Nov. 1st, 2016
Quranic Verse: Take it Literally?
Nov. 1st, 2016 06:38 pmI read this in a summary of an article by Lailatul Fitriyah in The Jakarta Post. He says "hard-line Muslims" are invoking a twisted interpretation of this verse to argue that true Muslims must not vote for a Christian governor.
Truth be known, American style freedoms only work if all religious people do NOT take the dictates of their religious books as literal requirements. What if all Christians did exactly what the Bible tells them to do? Nevermind the old testament, the new is just as full of horrors.
Islamism is what we call government within the Muslim religion. What do we call what we have, where religious people continually try to infiltrate government and government funded programs? Christianism?
Islam is not the problem, religion is.
QotD: The Strongest Bias
Nov. 1st, 2016 07:58 pm--Emma Roller
in NYTimes.com
Note to self: This bias may not be uniquely American. A 2016 study confirms that our political beliefs are the ones most resistant to change in spite of new information that refutes them. It's called Neural Correlates of maintaining one's political beliefs in the face of couterevidence.

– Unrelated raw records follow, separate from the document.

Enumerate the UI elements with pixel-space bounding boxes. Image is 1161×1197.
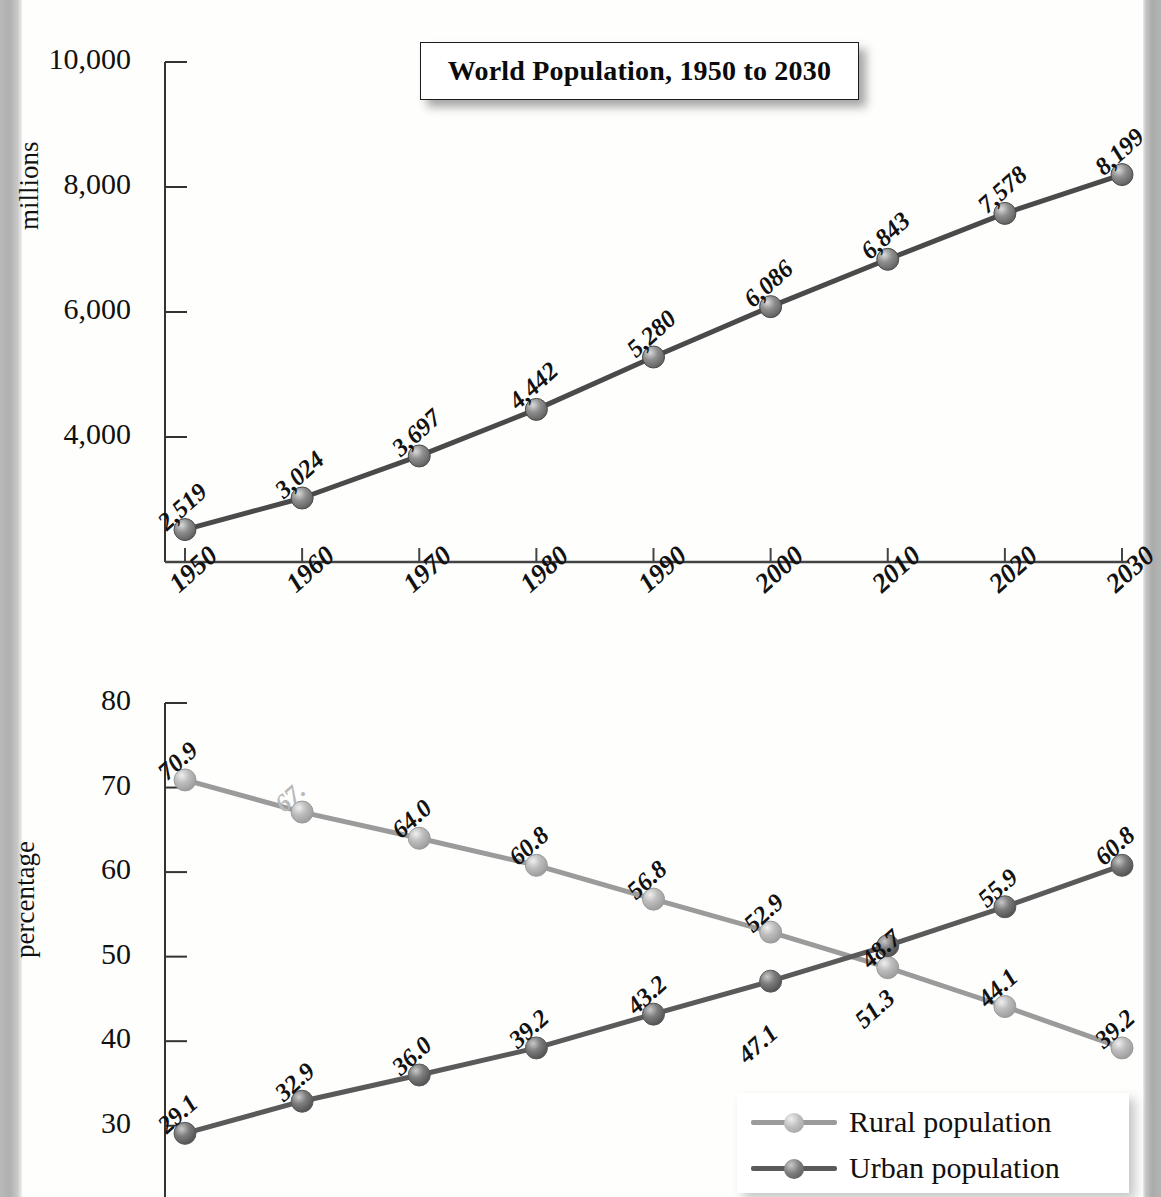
y-tick-label: 6,000 xyxy=(22,292,131,326)
y-tick-label: 4,000 xyxy=(22,417,131,451)
legend-key-urban-icon xyxy=(751,1159,837,1177)
y-tick-label: 80 xyxy=(22,683,131,717)
y-tick-label: 8,000 xyxy=(22,167,131,201)
legend: Rural population Urban population xyxy=(737,1093,1129,1193)
y-tick-label: 50 xyxy=(22,937,131,971)
chart-world-population: World Population, 1950 to 2030 millions … xyxy=(22,0,1143,665)
legend-label-rural: Rural population xyxy=(849,1105,1051,1139)
page-edge-right xyxy=(1143,0,1161,1197)
legend-item-urban[interactable]: Urban population xyxy=(751,1145,1129,1191)
y-tick-label: 70 xyxy=(22,768,131,802)
legend-label-urban: Urban population xyxy=(849,1151,1060,1185)
legend-item-rural[interactable]: Rural population xyxy=(751,1099,1129,1145)
legend-key-rural-icon xyxy=(751,1113,837,1131)
y-tick-label: 10,000 xyxy=(22,42,131,76)
y-tick-label: 60 xyxy=(22,852,131,886)
scanned-page: World Population, 1950 to 2030 millions … xyxy=(0,0,1161,1197)
y-tick-label: 30 xyxy=(22,1106,131,1140)
chart-title-top: World Population, 1950 to 2030 xyxy=(420,42,859,100)
y-tick-label: 40 xyxy=(22,1021,131,1055)
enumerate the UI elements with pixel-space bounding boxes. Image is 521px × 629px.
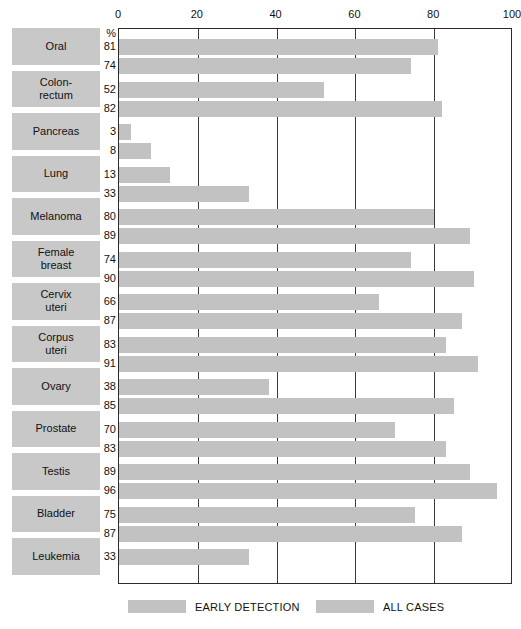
- bar: [119, 313, 462, 329]
- category-label-text: Melanoma: [30, 210, 81, 223]
- bar: [119, 228, 470, 244]
- bar-value-label: 52: [104, 84, 116, 95]
- bar-value-label: 8: [110, 145, 116, 156]
- value-label-gutter: % 81745282381333808974906687839138857083…: [100, 28, 118, 584]
- category-label-box: Lung: [12, 156, 100, 193]
- bar-value-label: 38: [104, 381, 116, 392]
- category-label-text: Femalebreast: [38, 246, 75, 272]
- bar: [119, 294, 379, 310]
- bar: [119, 39, 438, 55]
- bar: [119, 271, 474, 287]
- bar-value-label: 70: [104, 424, 116, 435]
- x-tick-label: 60: [348, 8, 360, 20]
- bar-value-label: 89: [104, 466, 116, 477]
- x-tick-label: 80: [427, 8, 439, 20]
- legend-label: ALL CASES: [383, 601, 444, 613]
- category-label-box: Cervixuteri: [12, 283, 100, 320]
- legend-swatch: [128, 600, 186, 613]
- x-tick-label: 40: [269, 8, 281, 20]
- bar-value-label: 96: [104, 485, 116, 496]
- bar: [119, 209, 434, 225]
- category-label-text: Prostate: [36, 422, 77, 435]
- bar: [119, 441, 446, 457]
- x-axis-top: 020406080100: [118, 8, 512, 26]
- category-label-box: Pancreas: [12, 113, 100, 150]
- legend-item: ALL CASES: [316, 600, 444, 613]
- category-label-box: Melanoma: [12, 198, 100, 235]
- bar-value-label: 3: [110, 126, 116, 137]
- category-label-text: Leukemia: [32, 550, 80, 563]
- bar-value-label: 89: [104, 230, 116, 241]
- bar-value-label: 83: [104, 443, 116, 454]
- bar: [119, 143, 151, 159]
- bar: [119, 464, 470, 480]
- category-label-text: Testis: [42, 465, 70, 478]
- survival-rate-bar-chart: 020406080100 OralColon-rectumPancreasLun…: [0, 0, 521, 629]
- x-tick-label: 0: [115, 8, 121, 20]
- legend-label: EARLY DETECTION: [195, 601, 300, 613]
- category-label-box: Prostate: [12, 411, 100, 448]
- x-tick-label: 100: [503, 8, 521, 20]
- bar-value-label: 75: [104, 509, 116, 520]
- bar-value-label: 90: [104, 273, 116, 284]
- plot-area: [118, 28, 512, 584]
- bar: [119, 186, 249, 202]
- bar: [119, 398, 454, 414]
- legend-swatch: [316, 600, 374, 613]
- bar-value-label: 82: [104, 103, 116, 114]
- category-label-box: Corpusuteri: [12, 326, 100, 363]
- bar: [119, 167, 170, 183]
- bar: [119, 58, 411, 74]
- bar: [119, 252, 411, 268]
- bar: [119, 379, 269, 395]
- bar: [119, 483, 497, 499]
- category-label-text: Pancreas: [33, 125, 79, 138]
- bar-value-label: 80: [104, 211, 116, 222]
- bar-value-label: 66: [104, 296, 116, 307]
- category-label-text: Lung: [44, 167, 68, 180]
- bar: [119, 526, 462, 542]
- percent-unit-label: %: [106, 28, 116, 39]
- bar-value-label: 33: [104, 188, 116, 199]
- category-label-box: Testis: [12, 453, 100, 490]
- x-tick-label: 20: [191, 8, 203, 20]
- bar-value-label: 85: [104, 400, 116, 411]
- category-label-text: Corpusuteri: [38, 331, 73, 357]
- bar: [119, 82, 324, 98]
- bar-value-label: 83: [104, 339, 116, 350]
- bar-value-label: 91: [104, 358, 116, 369]
- bar-value-label: 33: [104, 551, 116, 562]
- category-label-box: Femalebreast: [12, 241, 100, 278]
- category-label-text: Colon-rectum: [39, 76, 73, 102]
- category-label-box: Leukemia: [12, 538, 100, 575]
- bar-value-label: 74: [104, 254, 116, 265]
- chart-legend: EARLY DETECTIONALL CASES: [118, 600, 512, 620]
- bar-value-label: 87: [104, 315, 116, 326]
- category-label-box: Colon-rectum: [12, 71, 100, 108]
- bar-value-label: 81: [104, 41, 116, 52]
- bar-value-label: 74: [104, 60, 116, 71]
- category-label-text: Bladder: [37, 507, 75, 520]
- bar: [119, 337, 446, 353]
- bar: [119, 422, 395, 438]
- category-label-text: Ovary: [41, 380, 70, 393]
- bar: [119, 549, 249, 565]
- bar: [119, 356, 478, 372]
- bar: [119, 124, 131, 140]
- bar: [119, 507, 415, 523]
- category-label-column: OralColon-rectumPancreasLungMelanomaFema…: [12, 28, 100, 584]
- category-label-text: Oral: [46, 40, 67, 53]
- category-label-text: Cervixuteri: [40, 288, 71, 314]
- category-label-box: Ovary: [12, 368, 100, 405]
- bar: [119, 101, 442, 117]
- bar-value-label: 87: [104, 528, 116, 539]
- legend-item: EARLY DETECTION: [128, 600, 300, 613]
- category-label-box: Bladder: [12, 496, 100, 533]
- bar-value-label: 13: [104, 169, 116, 180]
- category-label-box: Oral: [12, 28, 100, 65]
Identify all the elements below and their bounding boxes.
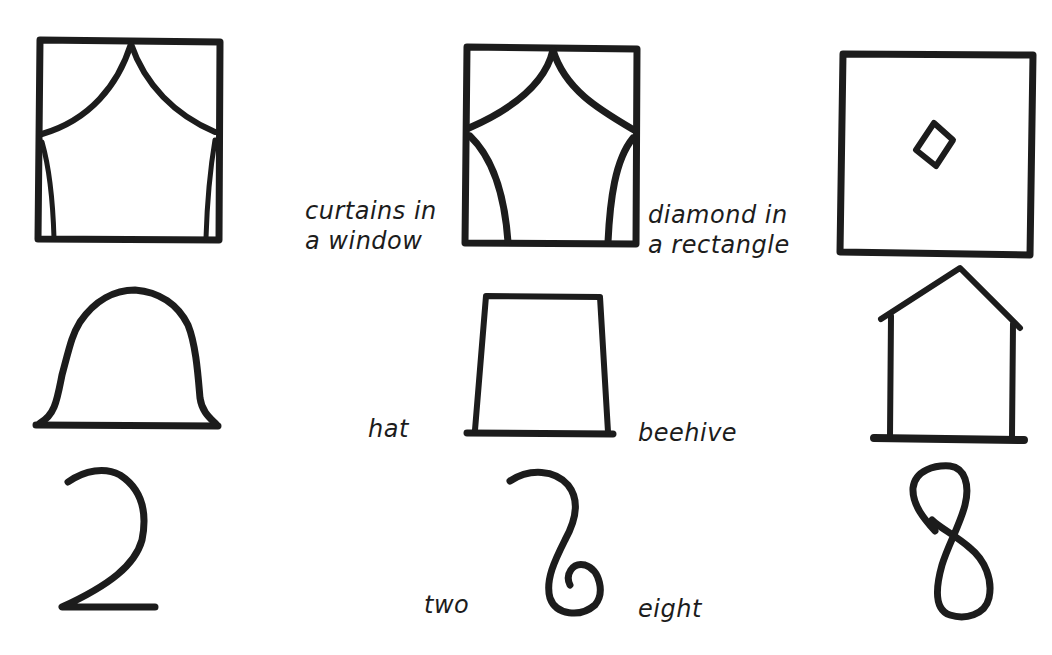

WHAT MAKES US RESISTANT TO NEW IDEAS 2016
http://www.nature.com/articles/srep39589
Neural correlates of maintaining one’s political beliefs in the face of counterevidence
Jonas T. Kaplan, Sarah I. Gimbel & Sam Harris
Scientific Reports 6, Article number: 39589 (2016)
doi:10.1038/srep39589
23 December 2016
Abstract
People often discount evidence that contradicts their firmly held beliefs. However, little is known about the neural mechanisms that govern this behavior. We used neuroimaging to investigate the neural systems involved in maintaining belief in the face of counterevidence, presenting 40 liberals with arguments that contradicted their strongly held political and non-political views. Challenges to political beliefs produced increased activity in the default mode network—a set of interconnected structures associated with self-representation and disengagement from the external world. Trials with greater belief resistance showed increased response in the dorsomedial prefrontal cortex and decreased activity in the orbitofrontal cortex. We also found that participants who changed their minds more showed less BOLD signal in the insula and the amygdala when evaluating counterevidence. These results highlight the role of emotion in belief-change resistance and offer insight into the neural systems involved in belief maintenance, motivated reasoning, and related phenomena.